Ellison cloaks his strategies in the language of the Internet and Java, but the implications of Oracle's message might make even Java champion Sun Microsystems a mite uncomfortable.

"Microsoft tells us that it's a good idea to put a Windows NT server in every store, every bank branch, every doctor's office," Ellison said this week. "Little databases and little servers are a really bad idea. When companies do that, they pay an enormous price in labor costs."

The intent of Ellison's big servers' argument is hardly subtle--Oracle this week unveiled, for the third time, its flagship Oracle8i database, which Ellison is pushing along with Oracle applications to be installed in central locations to ease "managing the complexity." Not so accidentally, on Monday Microsoft will officially launch version 7.0 of its SQL Server database.

"As we move to Internet computing, we are centralizing complexity and doing a better job of simplifying it," Ellison said. "That will lower the cost of labor required to run desktops and servers, probably by a factor of five as we move from client-server to corporate Internets."

He added: "As we consolidate information into a smaller number of databases, we'll have more timely and better information. Consolidation is not simply a way to lower costs but also to improve the quality of the data we have."

Ellison trots out the total cost of ownership (TCO) argument--the cost of running applications makes even pricey Oracle software, which can run at a single location with fewer techies, a bargain over hard-to-manage software installed on desktop client machines, Microsoft's forte.

Here Business Online, its outsourcing service designed for small and medium-sized businesses that do not want to handle their computing needs in-house, comes into play. Oracle also intends to sell specific computing services, such as human resource outsourcing.

"The largest corporations are outsourcing--why should doctors and dentists put a little database in their offices?" Ellison said this week.

For Microsoft, Oracle8i's most threatening feature is its Internet File System (IFS), which allows users to store existing documents created in another application, including email or widely used Microsoft applications like Word or Excel, in an Oracle database.

"Microsoft's most important business is the file system, so we need to build a database file system that preserves the interfaces of Microsoft's file system and ease of use but yields all the benefits of a database, like searching and sharing documents," Ellison argues.

Finally, Oracle is intent on broadening Oracle's base of software developers--preferably by stealing programmers now using Microsoft development tools.
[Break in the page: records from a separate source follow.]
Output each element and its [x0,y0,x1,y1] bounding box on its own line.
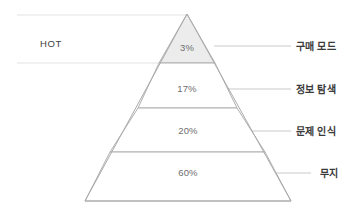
pyramid-svg [0,0,356,218]
hot-annotation-label: HOT [40,38,62,49]
pyramid-percent-label-2: 20% [178,125,197,136]
pyramid-tier-0[interactable] [159,14,215,63]
pyramid-stage-label-3: 무지 [320,165,338,180]
pyramid-stage-label-0: 구매 모드 [296,38,336,53]
pyramid-percent-label-1: 17% [177,83,196,94]
pyramid-stage-label-2: 문제 인식 [296,123,336,138]
pyramid-diagram-canvas: HOT 3% 17% 20% 60% 구매 모드 정보 탐색 문제 인식 무지 [0,0,356,218]
pyramid-stage-label-1: 정보 탐색 [296,81,336,96]
pyramid-percent-label-3: 60% [178,167,197,178]
pyramid-percent-label-0: 3% [180,42,194,53]
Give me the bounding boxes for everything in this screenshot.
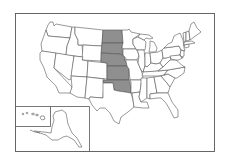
state-new-jersey xyxy=(180,50,184,57)
state-kansas xyxy=(107,66,129,80)
state-vermont xyxy=(183,32,186,42)
state-washington xyxy=(46,22,72,38)
us-map: United States map with highlighted state… xyxy=(0,0,227,164)
state-florida xyxy=(150,93,178,118)
state-new-mexico xyxy=(85,77,104,99)
state-montana xyxy=(75,27,103,46)
state-hawaii xyxy=(22,112,45,120)
state-maine xyxy=(189,22,201,40)
state-massachusetts xyxy=(184,41,195,45)
state-alaska xyxy=(34,110,82,147)
inset-divider xyxy=(16,107,51,127)
state-colorado xyxy=(87,61,107,79)
state-iowa xyxy=(123,49,139,60)
state-wyoming xyxy=(82,45,102,61)
state-north-dakota xyxy=(102,30,123,43)
state-arizona xyxy=(70,76,87,98)
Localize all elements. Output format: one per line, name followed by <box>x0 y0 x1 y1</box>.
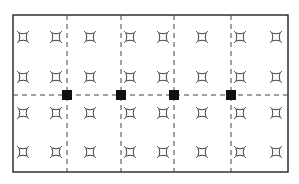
luminaire-icon <box>124 31 136 43</box>
luminaire-icon <box>234 71 246 83</box>
luminaire-icon <box>196 31 208 43</box>
luminaire-icon <box>196 146 208 158</box>
luminaire-icon <box>196 71 208 83</box>
junction-box-icon <box>169 90 179 100</box>
luminaire-icon <box>157 71 169 83</box>
grid-plan-diagram <box>0 0 299 184</box>
luminaire-icon <box>84 31 96 43</box>
luminaire-icon <box>50 146 62 158</box>
luminaire-icon <box>124 71 136 83</box>
luminaire-icon <box>234 31 246 43</box>
luminaire-icon <box>50 107 62 119</box>
luminaire-icon <box>157 31 169 43</box>
junction-box-icon <box>226 90 236 100</box>
luminaire-icon <box>270 107 282 119</box>
luminaire-icon <box>84 107 96 119</box>
luminaire-icon <box>270 31 282 43</box>
luminaire-icon <box>157 146 169 158</box>
luminaire-icon <box>157 107 169 119</box>
junction-box-icon <box>116 90 126 100</box>
luminaire-icon <box>270 146 282 158</box>
luminaire-icon <box>84 71 96 83</box>
junction-box-icon <box>62 90 72 100</box>
luminaire-icon <box>17 107 29 119</box>
luminaire-icon <box>196 107 208 119</box>
luminaire-icon <box>234 146 246 158</box>
luminaire-icon <box>124 146 136 158</box>
luminaire-icon <box>17 31 29 43</box>
luminaire-icon <box>17 146 29 158</box>
luminaire-icon <box>17 71 29 83</box>
luminaire-icon <box>84 146 96 158</box>
luminaire-icon <box>124 107 136 119</box>
luminaire-icon <box>234 107 246 119</box>
luminaire-icon <box>50 31 62 43</box>
luminaire-icon <box>50 71 62 83</box>
luminaire-icon <box>270 71 282 83</box>
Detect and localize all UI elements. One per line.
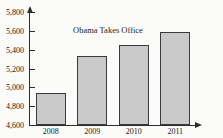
- x-axis-arrow-icon: [195, 122, 202, 128]
- bar: [77, 56, 107, 125]
- chart-figure: U.S. Annual Production of Oil 4,6004,800…: [0, 0, 223, 138]
- y-axis-tick-label: 4,600: [6, 121, 24, 130]
- y-axis-tick-label: 5,000: [6, 83, 24, 92]
- tick-mark: [30, 125, 35, 126]
- x-axis-label: 2010: [126, 127, 142, 136]
- x-axis-label: 2009: [84, 127, 100, 136]
- y-axis-tick-label: 5,200: [6, 64, 24, 73]
- y-axis-tick-label: 5,600: [6, 26, 24, 35]
- x-axis-label: 2011: [167, 127, 183, 136]
- y-axis-tick-label: 4,800: [6, 102, 24, 111]
- bar: [119, 45, 149, 125]
- x-axis-line: [29, 125, 196, 126]
- annotation-obama-takes-office: Obama Takes Office: [73, 25, 143, 35]
- x-axis-label: 2008: [43, 127, 59, 136]
- bar: [160, 32, 190, 125]
- plot-area: 4,6004,8005,0005,2005,4005,6005,800 2008…: [29, 8, 223, 138]
- y-axis-tick-label: 5,800: [6, 8, 24, 17]
- y-axis-tick-label: 5,400: [6, 45, 24, 54]
- chart-title: U.S. Annual Production of Oil: [0, 0, 223, 2]
- bar: [36, 93, 66, 125]
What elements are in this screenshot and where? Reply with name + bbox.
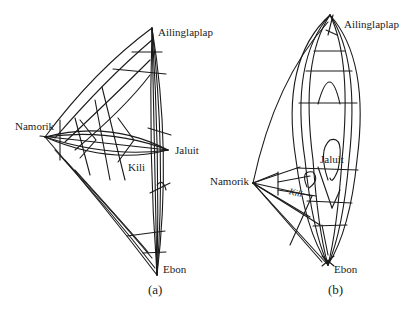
label-a-namorik: Namorik xyxy=(15,121,54,132)
stick-chart-figure: Ailinglaplap Namorik Jaluit Kili Ebon (a… xyxy=(0,0,413,310)
label-b-ailinglaplap: Ailinglaplap xyxy=(344,19,399,30)
label-b-ebon: Ebon xyxy=(334,264,357,275)
label-b-namorik: Namorik xyxy=(210,176,249,187)
caption-b: (b) xyxy=(328,283,343,296)
label-a-jaluit: Jaluit xyxy=(175,145,199,156)
label-b-jaluit: Jaluit xyxy=(320,154,344,165)
label-a-ebon: Ebon xyxy=(163,264,186,275)
label-a-ailinglaplap: Ailinglaplap xyxy=(158,27,213,38)
panel-b-lines xyxy=(253,15,360,266)
caption-a: (a) xyxy=(148,283,162,296)
label-a-kili: Kili xyxy=(128,162,145,173)
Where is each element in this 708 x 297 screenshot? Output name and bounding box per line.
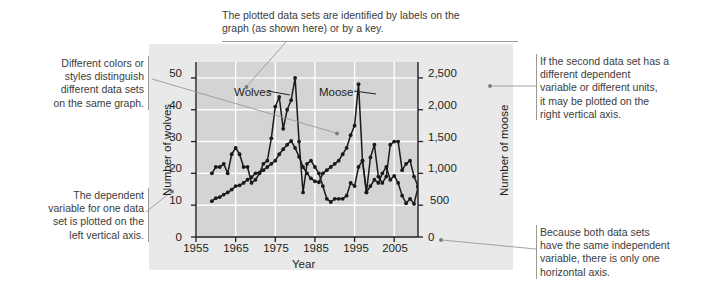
data-point-wolves	[408, 159, 412, 163]
data-point-moose	[317, 180, 321, 184]
data-point-moose	[337, 159, 341, 163]
data-point-moose	[242, 181, 246, 185]
data-point-wolves	[412, 175, 416, 179]
data-point-wolves	[384, 175, 388, 179]
data-point-moose	[210, 199, 214, 203]
data-point-moose	[412, 202, 416, 206]
data-point-moose	[254, 171, 258, 175]
data-point-wolves	[234, 146, 238, 150]
data-point-moose	[277, 152, 281, 156]
data-point-wolves	[353, 184, 357, 188]
y2tick-label-1000: 1,000	[428, 163, 457, 175]
data-point-wolves	[309, 159, 313, 163]
ytick-label-50: 50	[160, 68, 182, 80]
data-point-wolves	[246, 165, 250, 169]
data-point-moose	[218, 195, 222, 199]
data-point-wolves	[289, 98, 293, 102]
data-point-moose	[361, 159, 365, 163]
data-point-moose	[313, 179, 317, 183]
data-point-wolves	[392, 140, 396, 144]
data-point-moose	[388, 178, 392, 182]
data-point-moose	[238, 183, 242, 187]
data-point-moose	[273, 159, 277, 163]
data-point-wolves	[341, 197, 345, 201]
data-point-moose	[281, 147, 285, 151]
data-point-wolves	[250, 181, 254, 185]
callout-right-axis-text: If the second data set has a different d…	[540, 55, 700, 121]
ytick-label-10: 10	[160, 195, 182, 207]
data-point-moose	[309, 177, 313, 181]
data-point-wolves	[214, 165, 218, 169]
data-point-wolves	[273, 105, 277, 109]
gridlines	[196, 62, 418, 237]
callout-labels-rule	[222, 41, 518, 42]
data-point-moose	[301, 165, 305, 169]
data-point-moose	[222, 193, 226, 197]
data-point-wolves	[281, 127, 285, 131]
data-point-wolves	[269, 136, 273, 140]
xtick-label-1995: 1995	[336, 243, 376, 255]
data-point-moose	[289, 139, 293, 143]
callout-left-axis-text: The dependent variable for one data set …	[16, 189, 144, 242]
callout-right-axis-rule	[536, 54, 537, 120]
data-point-wolves	[372, 143, 376, 147]
data-point-moose	[269, 162, 273, 166]
xtick-label-1955: 1955	[176, 243, 216, 255]
data-point-wolves	[317, 171, 321, 175]
data-point-wolves	[293, 76, 297, 80]
data-point-moose	[258, 171, 262, 175]
data-point-wolves	[222, 162, 226, 166]
xtick-label-1985: 1985	[296, 243, 336, 255]
data-point-wolves	[349, 181, 353, 185]
callout-styles-rule	[148, 56, 149, 110]
series-label-wolves: Wolves	[234, 87, 272, 99]
data-point-moose	[261, 168, 265, 172]
data-point-moose	[380, 171, 384, 175]
data-point-wolves	[242, 165, 246, 169]
callout-labels-text: The plotted data sets are identified by …	[222, 9, 522, 35]
data-point-wolves	[218, 165, 222, 169]
data-point-wolves	[301, 191, 305, 195]
y2tick-label-0: 0	[428, 232, 434, 244]
data-point-moose	[353, 124, 357, 128]
data-point-wolves	[400, 168, 404, 172]
data-point-moose	[404, 201, 408, 205]
right-axis-title: Number of moose	[499, 105, 511, 196]
plot-canvas	[196, 62, 418, 237]
callout-left-axis-rule	[148, 188, 149, 242]
data-point-wolves	[297, 140, 301, 144]
data-point-wolves	[380, 181, 384, 185]
callout-styles-text: Different colors or styles distinguish d…	[22, 57, 144, 110]
data-point-moose	[333, 162, 337, 166]
y2tick-label-1500: 1,500	[428, 132, 457, 144]
data-point-wolves	[265, 159, 269, 163]
data-point-moose	[305, 171, 309, 175]
data-point-moose	[349, 133, 353, 137]
data-point-moose	[329, 165, 333, 169]
data-point-wolves	[357, 165, 361, 169]
x-axis-title: Year	[292, 259, 315, 271]
data-point-wolves	[238, 152, 242, 156]
data-point-wolves	[337, 197, 341, 201]
series-label-moose: Moose	[319, 87, 354, 99]
data-point-moose	[246, 178, 250, 182]
xtick-label-2005: 2005	[375, 243, 415, 255]
data-point-moose	[214, 196, 218, 200]
data-point-wolves	[226, 171, 230, 175]
y2tick-label-2500: 2,500	[428, 68, 457, 80]
y2tick-label-500: 500	[430, 195, 449, 207]
data-point-moose	[408, 197, 412, 201]
data-point-moose	[372, 178, 376, 182]
data-point-wolves	[321, 184, 325, 188]
data-point-wolves	[305, 162, 309, 166]
data-point-moose	[396, 181, 400, 185]
data-point-moose	[265, 165, 269, 169]
data-point-wolves	[369, 156, 373, 160]
data-point-moose	[384, 165, 388, 169]
data-point-moose	[234, 184, 238, 188]
data-point-wolves	[325, 197, 329, 201]
data-point-wolves	[261, 162, 265, 166]
data-point-moose	[376, 181, 380, 185]
data-point-moose	[325, 168, 329, 172]
data-point-moose	[321, 171, 325, 175]
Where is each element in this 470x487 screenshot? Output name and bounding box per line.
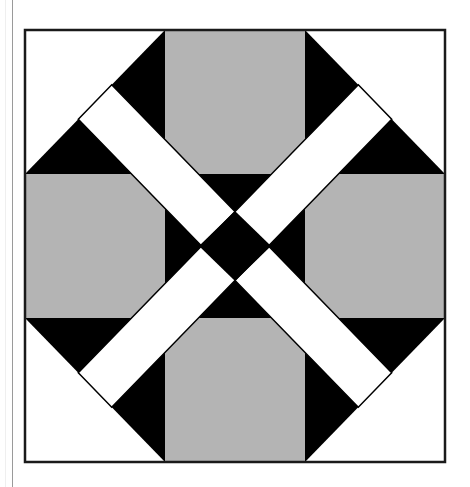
gray-square-right: [305, 174, 445, 318]
gray-square-left: [25, 174, 165, 318]
gray-square-bottom: [165, 318, 305, 462]
canvas: Quilt block: octagonal frame with crosse…: [0, 0, 470, 487]
quilt-block-diagram: [0, 0, 470, 487]
gray-square-top: [165, 30, 305, 174]
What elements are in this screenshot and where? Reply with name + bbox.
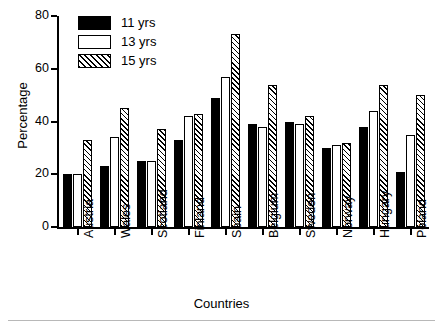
- x-tick-mark: [410, 229, 412, 235]
- bar-hungary-13-yrs: [369, 111, 378, 227]
- x-tick-mark: [373, 229, 375, 235]
- x-axis-title: Countries: [0, 296, 443, 311]
- legend-label: 11 yrs: [121, 15, 155, 31]
- legend-swatch-15-yrs: [78, 54, 111, 68]
- x-tick-label-poland: Poland: [416, 199, 429, 238]
- y-tick-mark: [51, 121, 57, 123]
- y-tick-label: 80: [23, 9, 49, 22]
- x-tick-label-hungary: Hungary: [379, 191, 392, 238]
- bar-finland-13-yrs: [184, 116, 193, 227]
- y-tick-label: 0: [23, 220, 49, 233]
- bar-poland-11-yrs: [396, 172, 405, 227]
- legend-item-11-yrs: 11 yrs: [78, 14, 188, 33]
- x-tick-mark: [225, 229, 227, 235]
- x-tick-mark: [114, 229, 116, 235]
- y-tick-label: 20: [23, 167, 49, 180]
- bar-scotland-11-yrs: [137, 161, 146, 227]
- x-tick-label-austria: Austria: [83, 199, 96, 238]
- legend-swatch-13-yrs: [78, 35, 111, 49]
- legend-item-15-yrs: 15 yrs: [78, 52, 188, 71]
- y-tick-mark: [51, 226, 57, 228]
- x-tick-label-finland: Finland: [194, 197, 207, 238]
- bar-hungary-11-yrs: [359, 127, 368, 227]
- x-tick-label-norway: Norway: [342, 196, 355, 238]
- bar-wales-13-yrs: [110, 137, 119, 227]
- legend-label: 13 yrs: [121, 34, 156, 50]
- bar-sweden-11-yrs: [285, 122, 294, 228]
- y-tick-label: 40: [23, 115, 49, 128]
- y-tick-label: 60: [23, 62, 49, 75]
- x-tick-mark: [151, 229, 153, 235]
- x-tick-label-spain: Spain: [231, 206, 244, 238]
- x-tick-label-wales: Wales: [120, 204, 133, 238]
- y-tick-mark: [51, 173, 57, 175]
- bar-austria-13-yrs: [73, 174, 82, 227]
- legend-label: 15 yrs: [121, 53, 156, 69]
- x-tick-label-scotland: Scotland: [157, 189, 170, 238]
- x-tick-mark: [336, 229, 338, 235]
- legend-swatch-11-yrs: [78, 16, 111, 30]
- bar-chart-figure: Percentage 020406080 AustriaWalesScotlan…: [0, 0, 443, 329]
- bar-poland-13-yrs: [406, 135, 415, 227]
- x-tick-mark: [77, 229, 79, 235]
- bar-sweden-13-yrs: [295, 124, 304, 227]
- bar-finland-11-yrs: [174, 140, 183, 227]
- legend-item-13-yrs: 13 yrs: [78, 33, 188, 52]
- x-tick-label-belgium: Belgium: [268, 193, 281, 238]
- x-tick-mark: [188, 229, 190, 235]
- bar-norway-13-yrs: [332, 145, 341, 227]
- bar-spain-15-yrs: [231, 34, 240, 227]
- x-tick-mark: [299, 229, 301, 235]
- y-tick-mark: [51, 68, 57, 70]
- x-tick-mark: [262, 229, 264, 235]
- x-tick-label-sweden: Sweden: [305, 193, 318, 238]
- chart-legend: 11 yrs13 yrs15 yrs: [78, 14, 188, 71]
- bar-spain-13-yrs: [221, 77, 230, 227]
- bar-spain-11-yrs: [211, 98, 220, 227]
- bottom-divider: [8, 320, 435, 321]
- bar-scotland-13-yrs: [147, 161, 156, 227]
- bar-belgium-11-yrs: [248, 124, 257, 227]
- bar-wales-11-yrs: [100, 166, 109, 227]
- bar-norway-11-yrs: [322, 148, 331, 227]
- bar-austria-11-yrs: [63, 174, 72, 227]
- y-tick-mark: [51, 15, 57, 17]
- bar-belgium-13-yrs: [258, 127, 267, 227]
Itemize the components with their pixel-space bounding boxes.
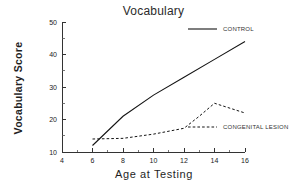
x-tick-label: 10: [150, 157, 158, 164]
plot-area: 468101214161020304050 CONTROLCONGENITAL …: [0, 0, 307, 189]
y-tick-label: 20: [49, 116, 57, 123]
y-tick-label: 10: [49, 149, 57, 156]
series-line-congenital-lesion: [93, 103, 246, 139]
ticks-group: [62, 22, 245, 152]
x-tick-label: 8: [121, 157, 125, 164]
legend-label: CONTROL: [223, 26, 254, 32]
x-tick-label: 16: [241, 157, 249, 164]
x-tick-label: 6: [91, 157, 95, 164]
y-tick-label: 50: [49, 19, 57, 26]
axes-group: [62, 22, 245, 152]
legend-label: CONGENITAL LESION: [223, 124, 288, 130]
x-tick-label: 12: [180, 157, 188, 164]
x-tick-label: 4: [60, 157, 64, 164]
tick-labels-group: 468101214161020304050: [49, 19, 249, 165]
x-tick-label: 14: [211, 157, 219, 164]
y-tick-label: 30: [49, 84, 57, 91]
chart-legend: CONTROLCONGENITAL LESION: [188, 26, 288, 130]
y-tick-label: 40: [49, 51, 57, 58]
x-axis-title: Age at Testing: [62, 168, 246, 180]
vocabulary-line-chart: Vocabulary Vocabulary Score 468101214161…: [0, 0, 307, 189]
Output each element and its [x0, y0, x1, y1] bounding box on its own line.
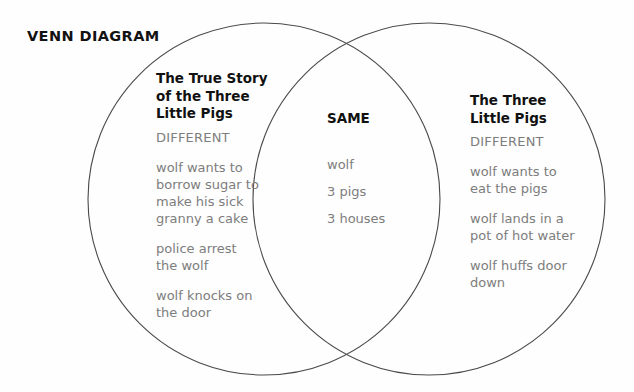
left-circle-content: The True Story of the Three Little Pigs …	[156, 70, 280, 321]
left-circle-subheading: DIFFERENT	[156, 129, 280, 146]
left-circle-item: police arrest the wolf	[156, 240, 280, 274]
right-circle-item: wolf wants to eat the pigs	[470, 163, 592, 197]
right-circle-subheading: DIFFERENT	[470, 133, 592, 150]
right-circle-item: wolf lands in a pot of hot water	[470, 210, 592, 244]
left-circle-item: wolf wants to borrow sugar to make his s…	[156, 159, 280, 227]
overlap-item: 3 houses	[327, 210, 423, 227]
overlap-content: SAME wolf 3 pigs 3 houses	[327, 110, 423, 227]
overlap-item: 3 pigs	[327, 183, 423, 200]
left-circle-item: wolf knocks on the door	[156, 287, 280, 321]
right-circle-content: The Three Little Pigs DIFFERENT wolf wan…	[470, 92, 592, 291]
overlap-item: wolf	[327, 156, 423, 173]
overlap-heading: SAME	[327, 110, 423, 128]
left-circle-heading: The True Story of the Three Little Pigs	[156, 70, 280, 123]
venn-diagram-canvas: VENN DIAGRAM The True Story of the Three…	[0, 0, 634, 392]
right-circle-heading: The Three Little Pigs	[470, 92, 592, 127]
right-circle-item: wolf huffs door down	[470, 257, 592, 291]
That goal is at least partially behind Oracle's recent embrace of the Linux, a freeware Unix operating system.

"We made the huge shift to Linux because of its giant developer community," Ellison said. Added Mark Jarvis, an Oracle senior vice president: "We sign up 23,000 Linux developers in the first 10 days."

But Ellison is also touting Oracle's development tools as the best way for software developers to create Java applications, which could prove uncomfortable for Ellison's bosum buddy over at Sun, anti-Gates CEO Scott McNealy. Sun markets its own Java tools.

"We have the most powerful, richest development environment for Java," Ellison declared.

Even more threatening to Sun could be Ellison's somewhat cloaked language about operating systems in general, not just Windows.

"If you write all your new applications in Java, you can ignore the operating system," Ellison said, adding quickly, "We are not an operating systems company."

But he does boast that Oracle has the first pure Java server, and he also endorses the possibility that some developers may bypass Sun's Solaris operating system by developing for Oracle's platform--its database.

"On the Internet, big is beautiful. When you have tens or hundreds of thousands of users running an application, the right answer is Oracle," Ellison said. "Don't believe me, believe the market. I'd like to tell you this was the strategy, but we didn't even know what was going on until recently."